I opened the trunk and then slammed it again just in case he was awake and planning to jump out at me. But he wasn’t. He was starved of air and barely conscious. I dragged him out and propped him up on rubbery legs and made him walk. Let him look at the ocean for a minute while I checked for potential witnesses. There were none. So I turned him around. Stepped away five paces.
“Her name was Dominique,” I said.
Then I shot him. Twice in the head, once in the chest. I expected him to go straight down on the gravel, whereupon I was planning to step in close and put a fourth up through his eye socket before throwing him into the ocean. But he didn’t go straight down on the gravel. He staggered backward and tripped on the rail and went over it and hit the last half-yard of America with his shoulder and rolled straight over the cliff. I grabbed the barrier with one hand and leaned over and looked down. Saw him hit the rocks. The surf closed over him. I didn’t see him again. I stayed there for a full minute. Thought: Two in the head, one in the heart, a hundred-twenty-foot fall into the ocean, no way to survive that.
I picked up my shell cases. “Ten-eighteen, Dom,” I said to myself, and walked back to my car.
Ten years later it was going dark very fast and I was picking my way over the rocks behind the garage block. The sea was heaving and thrashing on my right. The wind was in my face. I didn’t expect to see anybody out and about. Especially not at the sides or the back of the house. So I was moving fast, head up, alert, a Persuader in each hand. I’m coming to get you, Quinn.
When I cleared the rear of the garage block I could see the catering company’s truck parked at the back corner of the building. It was exactly where Harley had put the Lincoln to unload Beck’s maid from the trunk. The truck’s rear doors were open and the driver and the passenger were shuttling back and forth unpacking it. The metal detector on the kitchen door was beeping at every foil dish they carried. I was hungry. I could smell hot food on the wind.

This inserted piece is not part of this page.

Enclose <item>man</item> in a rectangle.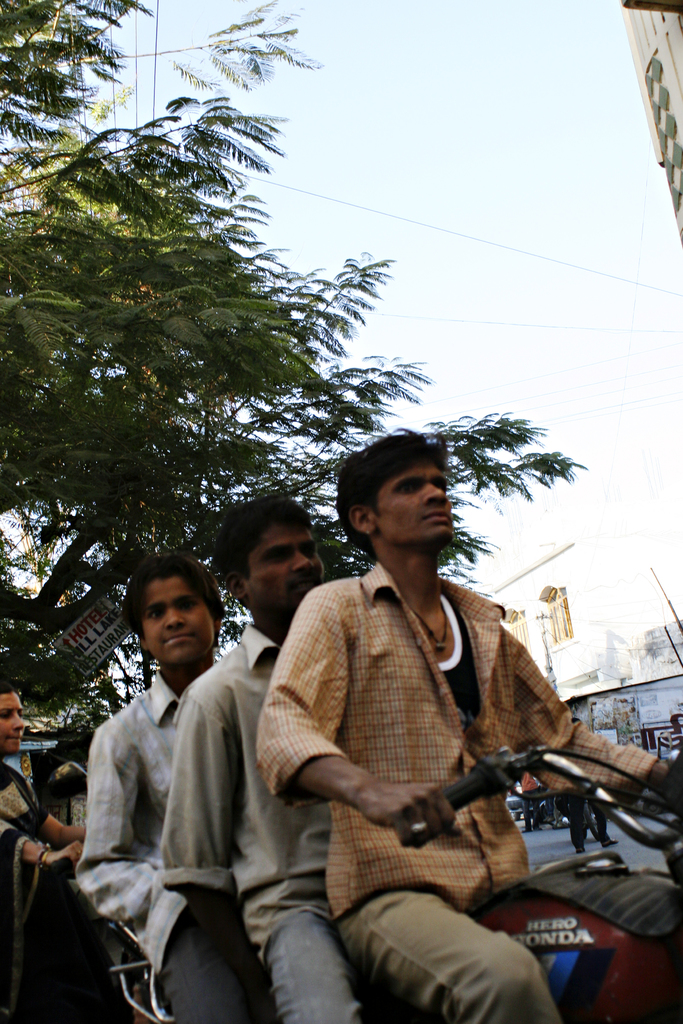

Both guys were in tuxedos. Their heads were ducked down because of the weather. They weren’t paying attention to anything except their jobs. But I gave them a wide berth anyway. I stayed all the way on the edge of the rocks and skirted around in a loop. Jumped over Harley’s cleft and kept on going.
When I was as far from the caterers as I could get I cut in and headed for the opposite back corner of the house. I felt real good. I felt silent and invisible. Like some kind of a primeval force, howling in from the sea. I stood still and worked out which would be the dining room windows. I found them. The lights were on in the room. I stepped in close and risked a look through the glass.